Koigi denied ever recruiting Kibathi – after all he, Koigi, was not involved with Mwakenya and was busy building his own Kenya Patriotic Front.

“I never met Andrew Kibathi Muigai…His real crime was that he was a Kikuyu, a nephew of Kenyatta, and did not openly express his support for Moi,” Koigi asserts in his memoir, I Refuse to Die.

The toll on the family was profound, a chapter of anguish recounted by his sister, Senator Beth Mugo, in the Senate chambers. Her voice trembled with the weight of memory as she detailed the harrowing search for her brother and the unrelenting injustices he endured.

“He was tortured in Nyayo House for over two weeks,” she revealed. “He was then taken to court at 6pm, rushed to Naivasha, and despite our desperate attempts, he never received a fair trial or justice. They branded him as Mwakenya, accusing him of plotting to overthrow the government,” she said.

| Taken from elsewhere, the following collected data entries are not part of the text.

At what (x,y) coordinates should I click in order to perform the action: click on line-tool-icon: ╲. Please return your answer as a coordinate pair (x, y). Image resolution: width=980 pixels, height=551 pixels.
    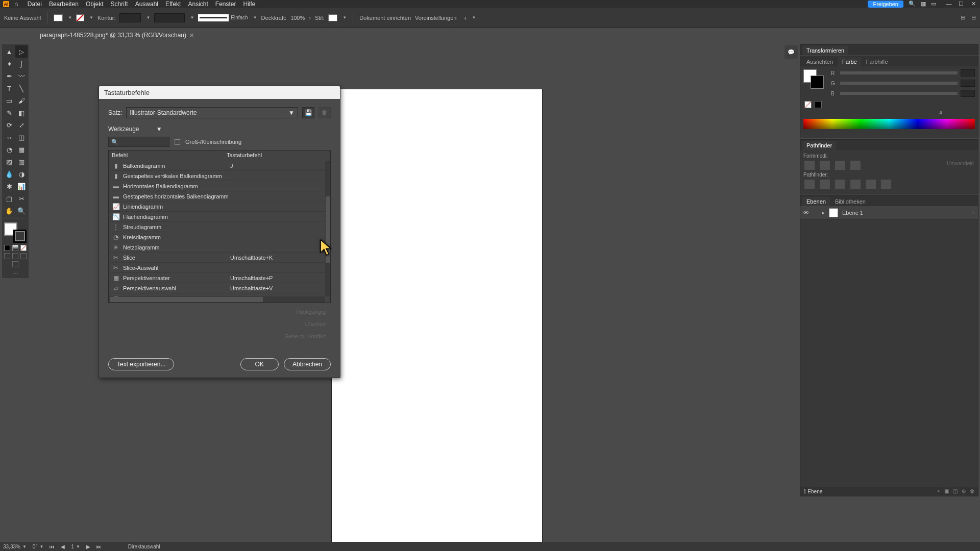
    Looking at the image, I should click on (21, 88).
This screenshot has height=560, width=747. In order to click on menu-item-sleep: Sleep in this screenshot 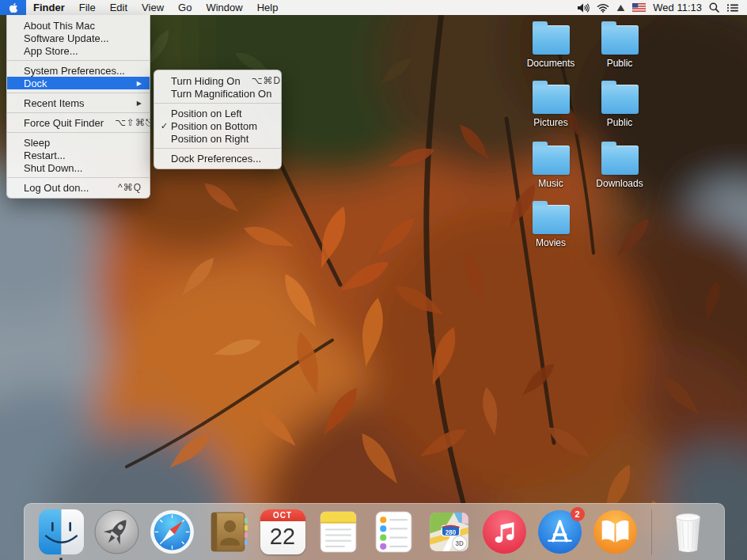, I will do `click(78, 142)`.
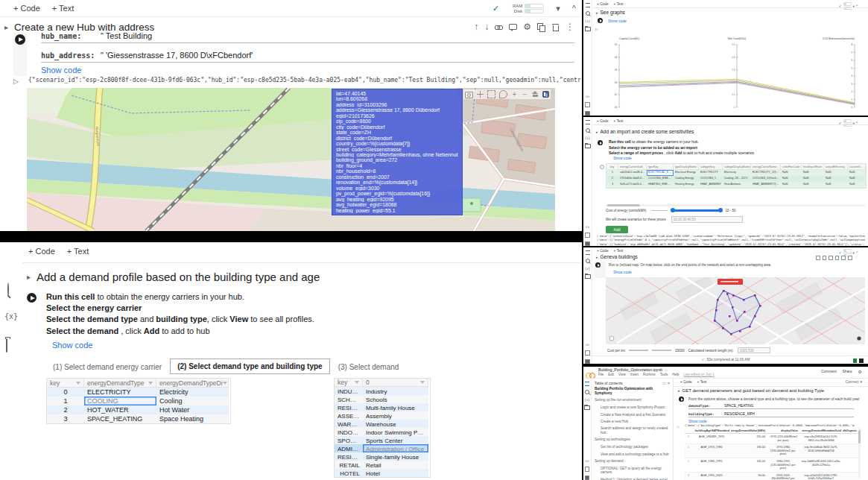  What do you see at coordinates (766, 179) in the screenshot?
I see `table-cell: COOLING_1@techPa…` at bounding box center [766, 179].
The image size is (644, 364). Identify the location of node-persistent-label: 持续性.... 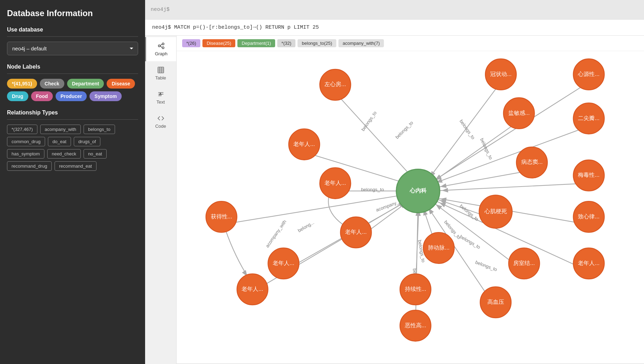
(416, 289).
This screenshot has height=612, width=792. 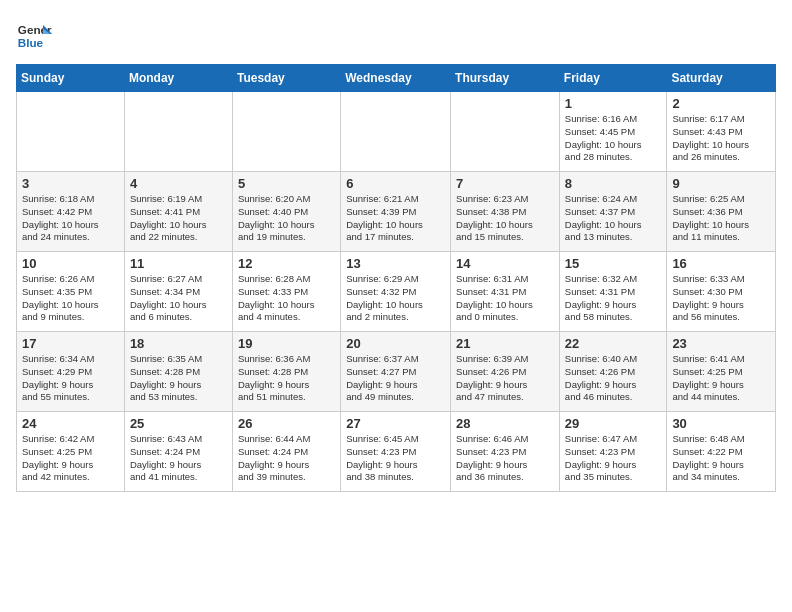 I want to click on day-cell-15: 15Sunrise: 6:32 AMSunset: 4:31 PMDayligh…, so click(x=613, y=292).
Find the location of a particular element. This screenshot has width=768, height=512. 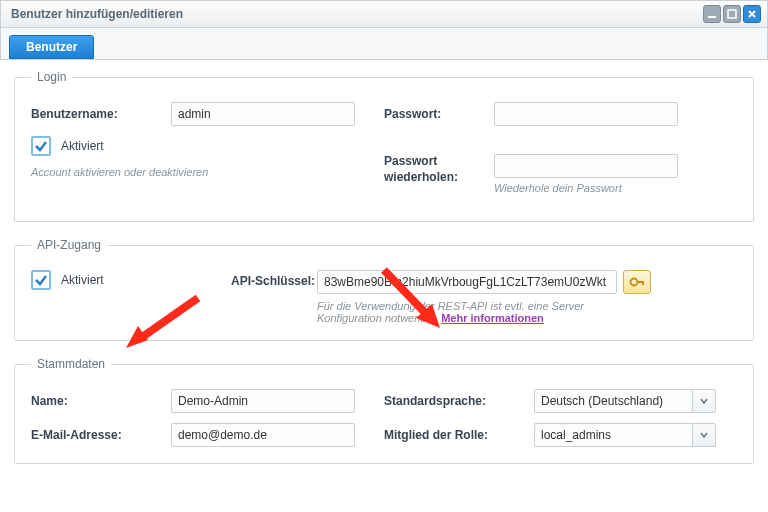

email-label: E-Mail-Adresse: is located at coordinates (101, 435).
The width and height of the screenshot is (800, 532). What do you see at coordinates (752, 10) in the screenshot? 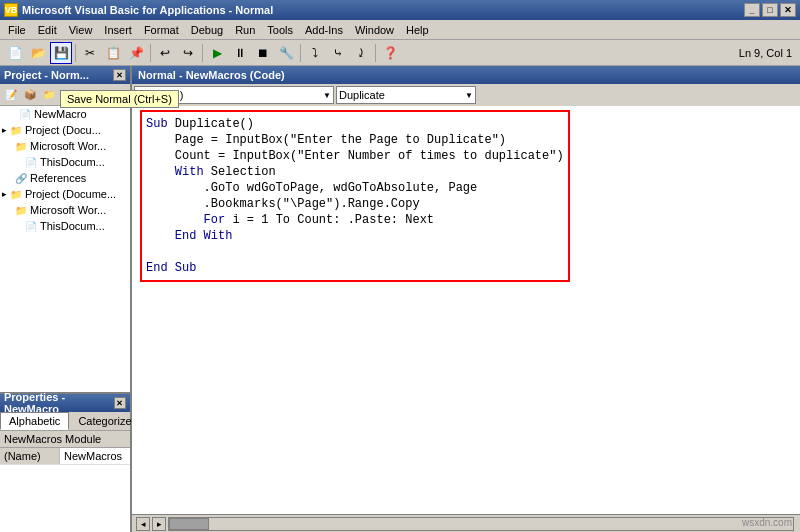
I see `minimize-button: _` at bounding box center [752, 10].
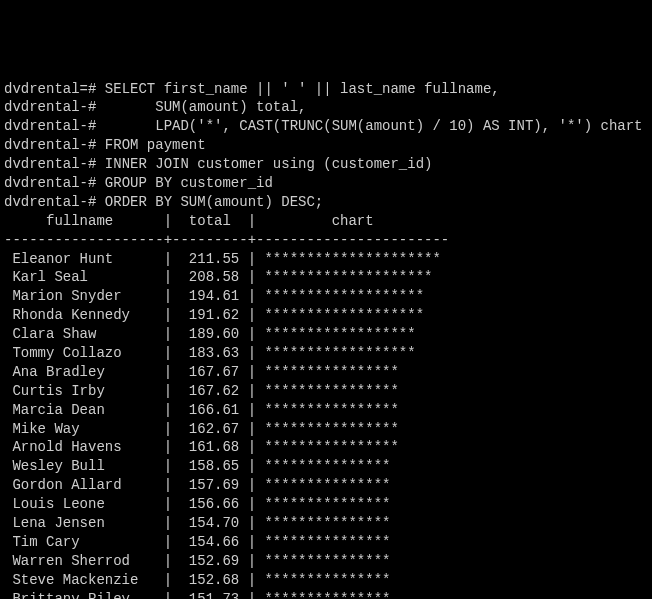 Image resolution: width=652 pixels, height=599 pixels. What do you see at coordinates (326, 146) in the screenshot?
I see `sql-line-4: dvdrental-# FROM payment` at bounding box center [326, 146].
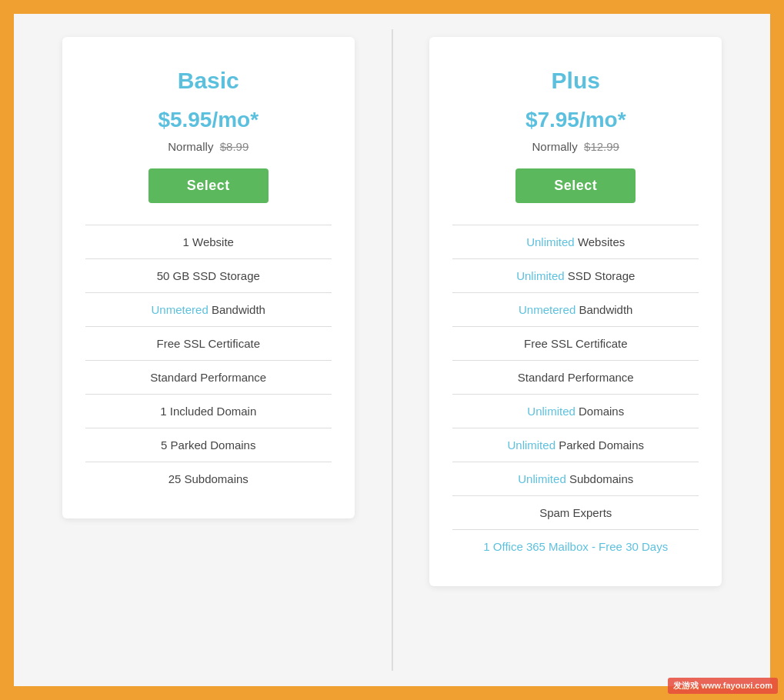 Image resolution: width=784 pixels, height=700 pixels. I want to click on plus-normally-price: $12.99, so click(602, 146).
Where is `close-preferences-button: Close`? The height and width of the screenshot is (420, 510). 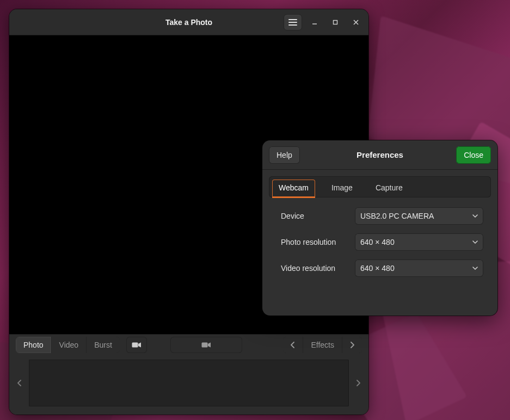 close-preferences-button: Close is located at coordinates (474, 155).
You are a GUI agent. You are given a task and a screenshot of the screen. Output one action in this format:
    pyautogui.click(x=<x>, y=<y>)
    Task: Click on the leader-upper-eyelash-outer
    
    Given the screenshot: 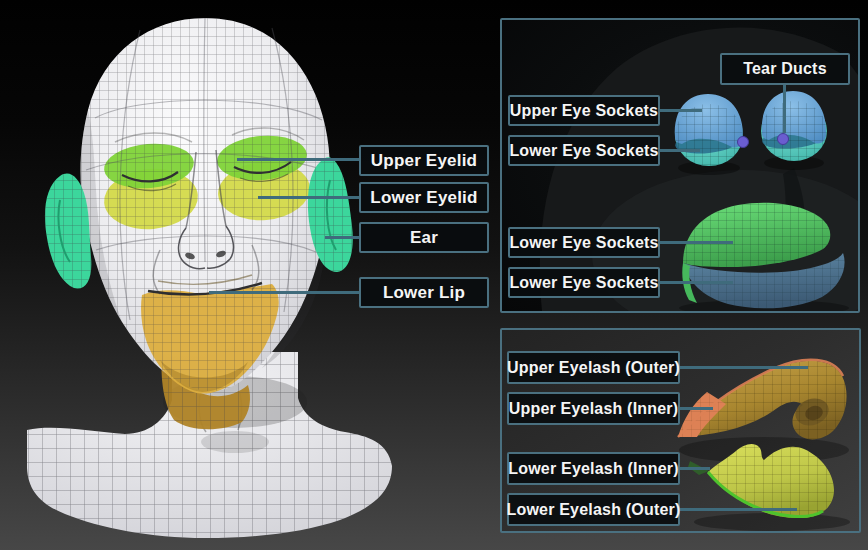 What is the action you would take?
    pyautogui.click(x=743, y=368)
    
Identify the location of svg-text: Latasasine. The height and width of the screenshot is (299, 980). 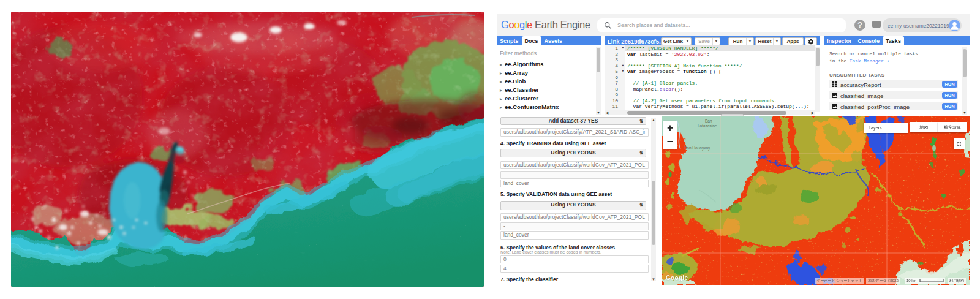
(707, 126).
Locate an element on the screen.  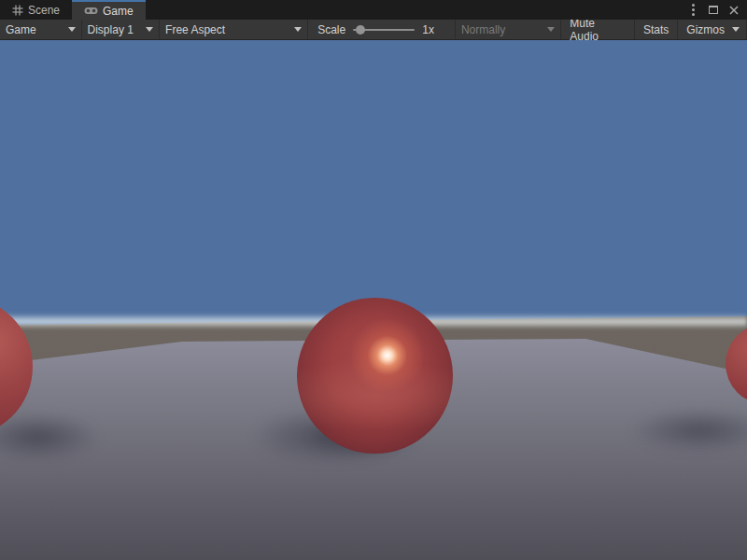
tab-bar: Scene Game is located at coordinates (374, 9).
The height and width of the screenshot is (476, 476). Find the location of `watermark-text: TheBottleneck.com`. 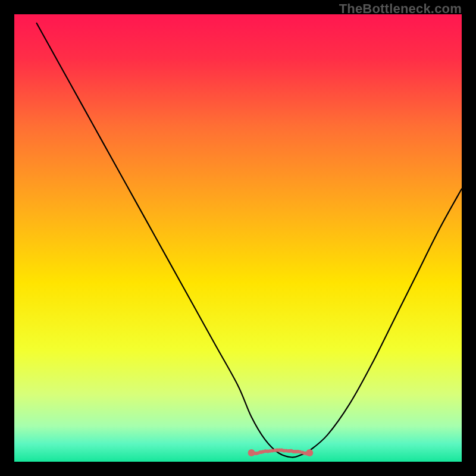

Beth’s plea extended beyond her brother’s tragic fate to the countless others swept up in the era’s merciless political purges. “So many young people were branded Mwakenya adherents. They deserve either compensation or an apology.”

Among the Muigai siblings, Kibathi was an understated figure, eclipsed by the more prominent political profiles of his brothers and sister: Ngengi Muigai, Beth Mugo, and Captain Kungu and his cousin, President Uhuru Kenyatta.

Born in 1953, at the height of the State of Emergency, Kibathi attended Muhoho Secondary School and Starehe Boys Centre. He then joined prisons service where he became a commandant of Athi River Prison before he left to join his sister Beths’ gemstones business which took him to various mines in the region. He started mining and trading in gemstones — like others in the Kenyatta family – the scandals and turf wars notwithstanding.

 He then emerged as one of Kenya’s pioneer African rally drivers, navigating the gruelling Safari Rally alongside Arshad Khan and sponsored by his elder brother Ngengi Muigai, who was heading a vehicle franchise. His daring exploits placed him in the ranks of early legends like Peter Shiyukah — himself a Permanent Secretary under Kenyatta — Gregory Kibiti, and the indomitable Mukundi brothers.

Kibathi’s prowess and audacity would later inspire future rally stars like Jonathan Moi and Patrick Njiru, forging a path for African excellence in a sport once dominated by expatriates.

Though his name is often overshadowed by the broader Kenyatta legacy, Kibathi’s story is complex and is weaved within Kenya’s history. He was jocular, free-spirited, business-minded and lived his live well. He was a man who never allowed the Mwakenya tag to become his identity.